New Book: New Zealand Musicians in Australia 1959 -1976
Christine Mintrom, New Zealand Musicians in Australia 1959 – 1976 Vol. 1 and 2 (Tangerine Press, 2025)
Melbourne launch 2pm Sunday February 23 @ Wolfhound, 386-388 Brunswick St, Fitzroy.
Christine Mintrom, New Zealand Musicians in Australia 1959 – 1976 Vol. 1 and 2 (Tangerine Press, 2025)
Melbourne launch 2pm Sunday February 23 @ Wolfhound, 386-388 Brunswick St, Fitzroy.
Boris Frankel, No Country for Idealists. The making of a family of subversives (Greenmeadows, Melbourne, 2023)
Sandra Goldbloom Zurbo, My Father’s Shadow. A memoir (Monash University Publishing, Melbourne, 2023)
Reviewed by Alastair Davidson
by David Roberts
Peter Beilharz captures this ongoing process of exchange, fed by the flow of people, goods, capital and ideas between the old and the new worlds, between metropolitan centre and open frontier in terms of cultural traffic. Cultural traffic in turn can be understood both in the direct and wider sense as translation. As the act of relocation, transformation and recreation, translation epitomizes the idea of supplementarity and in turn the question of identity. In the following, I shall be thinking with and against Peter’s thinking of the Antipodes with the idea of translation in mind.
Chris Finnen Band, Live in Lockdown 2020 (DVD, self produced, 2021)
Reviewed by Peter Beilharz
by Philippa Mein Smith
Over the past two decades Peter Beilharz, Thesis Eleven’s Founding Editor, has inspired me and clarified my thinking and direction on two themes that have infused my work ever since we met: first, the concept of the Antipodes; and second, the idea of cultural traffic. I am grateful to know ‘Peter B’, an internationally celebrated critical cultural theorist and one of Australia’s leading public intellectuals, as a collaborator and friend. It is a comfort, too, to find that friendship and collaboration continues effortlessly as it evolves through time due to Peter B’s continued engagement both with me, and with my former students and colleagues from the University of Canterbury (UC) in Christchurch, New Zealand.
by Peter Murphy
I think that what happened to both of us separately but in unconscious tandem in the 1990s says a lot about the intellectual framing of Australian society and history. We both, unwittingly, without any preconception of this, moved away from a politicised interpretation of Australian society (typical of much of Australian historiography) toward a view that placed art and aesthetics at the centre of social analysis.
Peter Beilharz, Chain’s Toward the Blues (Bloomsbury Academic, 2023)
Reviewed by Harry Blatterer
Divya Anand
Reimagining Nations and Rethinking Futures: Contemporary Eco-Political Controversies in India and Australia (Primus Books, 2019)
Reviewed by Haris Qadeer
by Simon Marginson
The Covid-19 pandemic is instructive for social theory. It is like a gigantic experiment. It is not a controlled experiment, but a universal condition that enables differentiation on the basis of time and space, both geographical and discursive. It is possible to compare society before and during the pandemic, and also to compare the political and social evolutions and manifestations of society-under-pandemic-conditions in different nations and regions.
by Tim Soutphommasane and Marc Stears (Sydney)
For the most part, the Australian government’s response has been effective in suppressing the numbers of infection since the virus was detected here in March 2020. There are, however, signs that we are now seeing a more worrying new phase of conservative ideological ascendency in Australia.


Please show all lines of the records that include "bounding".

*** Material provided

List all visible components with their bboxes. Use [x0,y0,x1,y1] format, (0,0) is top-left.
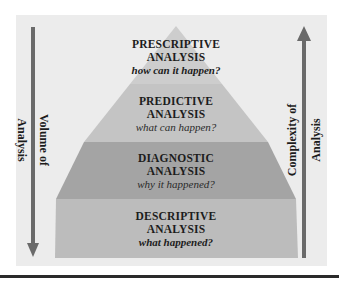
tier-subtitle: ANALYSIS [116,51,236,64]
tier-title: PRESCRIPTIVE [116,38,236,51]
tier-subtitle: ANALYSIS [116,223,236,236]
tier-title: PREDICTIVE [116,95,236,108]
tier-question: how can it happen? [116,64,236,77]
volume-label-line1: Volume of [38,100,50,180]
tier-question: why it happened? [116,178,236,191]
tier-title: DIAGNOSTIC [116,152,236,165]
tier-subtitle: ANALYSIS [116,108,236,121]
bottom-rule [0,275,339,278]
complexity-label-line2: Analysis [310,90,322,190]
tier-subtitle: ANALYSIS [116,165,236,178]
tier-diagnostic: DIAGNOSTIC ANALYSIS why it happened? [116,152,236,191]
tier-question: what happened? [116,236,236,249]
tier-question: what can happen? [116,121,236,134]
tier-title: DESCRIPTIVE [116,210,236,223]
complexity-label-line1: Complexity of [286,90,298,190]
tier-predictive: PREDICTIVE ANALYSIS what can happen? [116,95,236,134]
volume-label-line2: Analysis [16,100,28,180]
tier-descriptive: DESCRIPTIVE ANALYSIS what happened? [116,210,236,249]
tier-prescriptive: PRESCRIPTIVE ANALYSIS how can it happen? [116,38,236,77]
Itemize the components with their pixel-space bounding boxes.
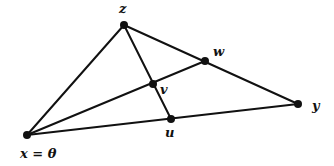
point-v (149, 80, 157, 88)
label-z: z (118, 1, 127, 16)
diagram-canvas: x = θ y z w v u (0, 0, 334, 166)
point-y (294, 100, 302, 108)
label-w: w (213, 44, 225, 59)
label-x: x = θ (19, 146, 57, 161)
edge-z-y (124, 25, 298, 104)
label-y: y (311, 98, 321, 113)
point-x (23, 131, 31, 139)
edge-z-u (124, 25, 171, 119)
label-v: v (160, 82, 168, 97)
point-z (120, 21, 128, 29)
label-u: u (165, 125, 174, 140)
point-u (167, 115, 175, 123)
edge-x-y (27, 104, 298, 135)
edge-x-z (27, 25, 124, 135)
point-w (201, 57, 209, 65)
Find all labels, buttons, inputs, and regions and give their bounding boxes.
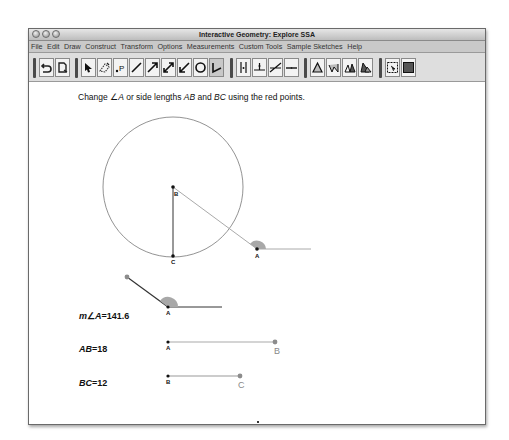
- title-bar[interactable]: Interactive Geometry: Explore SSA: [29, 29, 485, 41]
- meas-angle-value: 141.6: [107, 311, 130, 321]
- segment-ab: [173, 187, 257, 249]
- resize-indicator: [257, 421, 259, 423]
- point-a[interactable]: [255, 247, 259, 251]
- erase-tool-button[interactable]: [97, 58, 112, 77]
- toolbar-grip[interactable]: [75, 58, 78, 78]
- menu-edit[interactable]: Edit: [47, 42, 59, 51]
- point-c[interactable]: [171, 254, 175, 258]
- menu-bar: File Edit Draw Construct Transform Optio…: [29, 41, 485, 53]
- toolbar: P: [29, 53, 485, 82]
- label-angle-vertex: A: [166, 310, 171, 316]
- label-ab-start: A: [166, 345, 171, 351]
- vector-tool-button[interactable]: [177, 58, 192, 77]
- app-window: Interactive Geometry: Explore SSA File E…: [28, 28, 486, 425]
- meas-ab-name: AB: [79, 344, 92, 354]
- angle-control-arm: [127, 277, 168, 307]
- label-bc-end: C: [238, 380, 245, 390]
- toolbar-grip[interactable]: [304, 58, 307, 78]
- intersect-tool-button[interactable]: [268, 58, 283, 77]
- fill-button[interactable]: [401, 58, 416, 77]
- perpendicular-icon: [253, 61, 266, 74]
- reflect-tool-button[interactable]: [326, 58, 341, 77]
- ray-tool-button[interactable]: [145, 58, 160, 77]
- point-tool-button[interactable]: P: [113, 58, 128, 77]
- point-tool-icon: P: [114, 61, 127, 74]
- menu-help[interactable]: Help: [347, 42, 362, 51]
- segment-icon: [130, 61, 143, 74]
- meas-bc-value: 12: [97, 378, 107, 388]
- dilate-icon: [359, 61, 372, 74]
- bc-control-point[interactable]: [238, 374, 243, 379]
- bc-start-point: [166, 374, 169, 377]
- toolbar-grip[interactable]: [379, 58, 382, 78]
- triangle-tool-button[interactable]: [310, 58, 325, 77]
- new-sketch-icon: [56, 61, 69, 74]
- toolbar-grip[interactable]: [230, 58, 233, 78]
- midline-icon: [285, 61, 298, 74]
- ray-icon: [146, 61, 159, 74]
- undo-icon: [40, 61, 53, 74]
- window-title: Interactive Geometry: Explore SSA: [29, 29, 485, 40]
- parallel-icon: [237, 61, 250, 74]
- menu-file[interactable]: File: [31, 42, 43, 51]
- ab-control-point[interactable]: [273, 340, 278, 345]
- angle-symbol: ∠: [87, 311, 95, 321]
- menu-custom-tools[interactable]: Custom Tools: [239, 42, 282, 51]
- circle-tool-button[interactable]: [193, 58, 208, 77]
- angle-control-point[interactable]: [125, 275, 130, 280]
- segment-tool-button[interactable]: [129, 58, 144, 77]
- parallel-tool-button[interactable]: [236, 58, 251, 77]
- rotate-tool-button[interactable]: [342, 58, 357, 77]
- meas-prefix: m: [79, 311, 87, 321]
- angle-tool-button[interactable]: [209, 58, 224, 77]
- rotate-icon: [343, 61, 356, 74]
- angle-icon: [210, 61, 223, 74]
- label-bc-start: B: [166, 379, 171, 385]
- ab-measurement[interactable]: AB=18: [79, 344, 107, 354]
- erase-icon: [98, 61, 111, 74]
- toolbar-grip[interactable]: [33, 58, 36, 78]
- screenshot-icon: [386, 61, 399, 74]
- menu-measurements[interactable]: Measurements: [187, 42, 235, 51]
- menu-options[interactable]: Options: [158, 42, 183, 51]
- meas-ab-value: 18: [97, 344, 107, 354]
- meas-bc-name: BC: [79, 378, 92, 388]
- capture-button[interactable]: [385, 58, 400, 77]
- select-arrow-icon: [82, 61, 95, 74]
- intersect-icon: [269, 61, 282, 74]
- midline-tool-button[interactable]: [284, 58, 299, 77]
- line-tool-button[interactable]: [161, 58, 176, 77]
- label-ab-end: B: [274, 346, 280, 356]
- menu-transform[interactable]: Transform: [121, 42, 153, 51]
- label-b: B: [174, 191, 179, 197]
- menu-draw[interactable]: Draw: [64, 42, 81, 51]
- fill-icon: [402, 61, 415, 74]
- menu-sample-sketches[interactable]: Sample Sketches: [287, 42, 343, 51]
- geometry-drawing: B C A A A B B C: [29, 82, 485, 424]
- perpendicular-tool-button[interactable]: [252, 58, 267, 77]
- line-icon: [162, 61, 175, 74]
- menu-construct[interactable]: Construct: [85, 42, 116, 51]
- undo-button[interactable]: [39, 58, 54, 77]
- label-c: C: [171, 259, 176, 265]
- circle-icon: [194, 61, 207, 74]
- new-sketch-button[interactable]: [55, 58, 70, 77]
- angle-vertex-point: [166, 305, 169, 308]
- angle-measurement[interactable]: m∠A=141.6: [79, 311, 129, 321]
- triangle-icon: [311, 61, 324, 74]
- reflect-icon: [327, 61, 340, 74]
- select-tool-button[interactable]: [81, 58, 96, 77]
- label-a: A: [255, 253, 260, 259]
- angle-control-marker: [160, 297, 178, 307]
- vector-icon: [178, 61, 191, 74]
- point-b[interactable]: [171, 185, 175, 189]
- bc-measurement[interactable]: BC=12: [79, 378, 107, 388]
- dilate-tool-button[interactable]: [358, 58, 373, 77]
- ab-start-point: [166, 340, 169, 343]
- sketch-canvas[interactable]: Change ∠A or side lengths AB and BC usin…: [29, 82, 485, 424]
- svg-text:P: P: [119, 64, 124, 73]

******

# [Task answer]
Itemize the components with their pixel-space bounding boxes.
Find all labels, buttons, inputs, and regions and give their bounding boxes.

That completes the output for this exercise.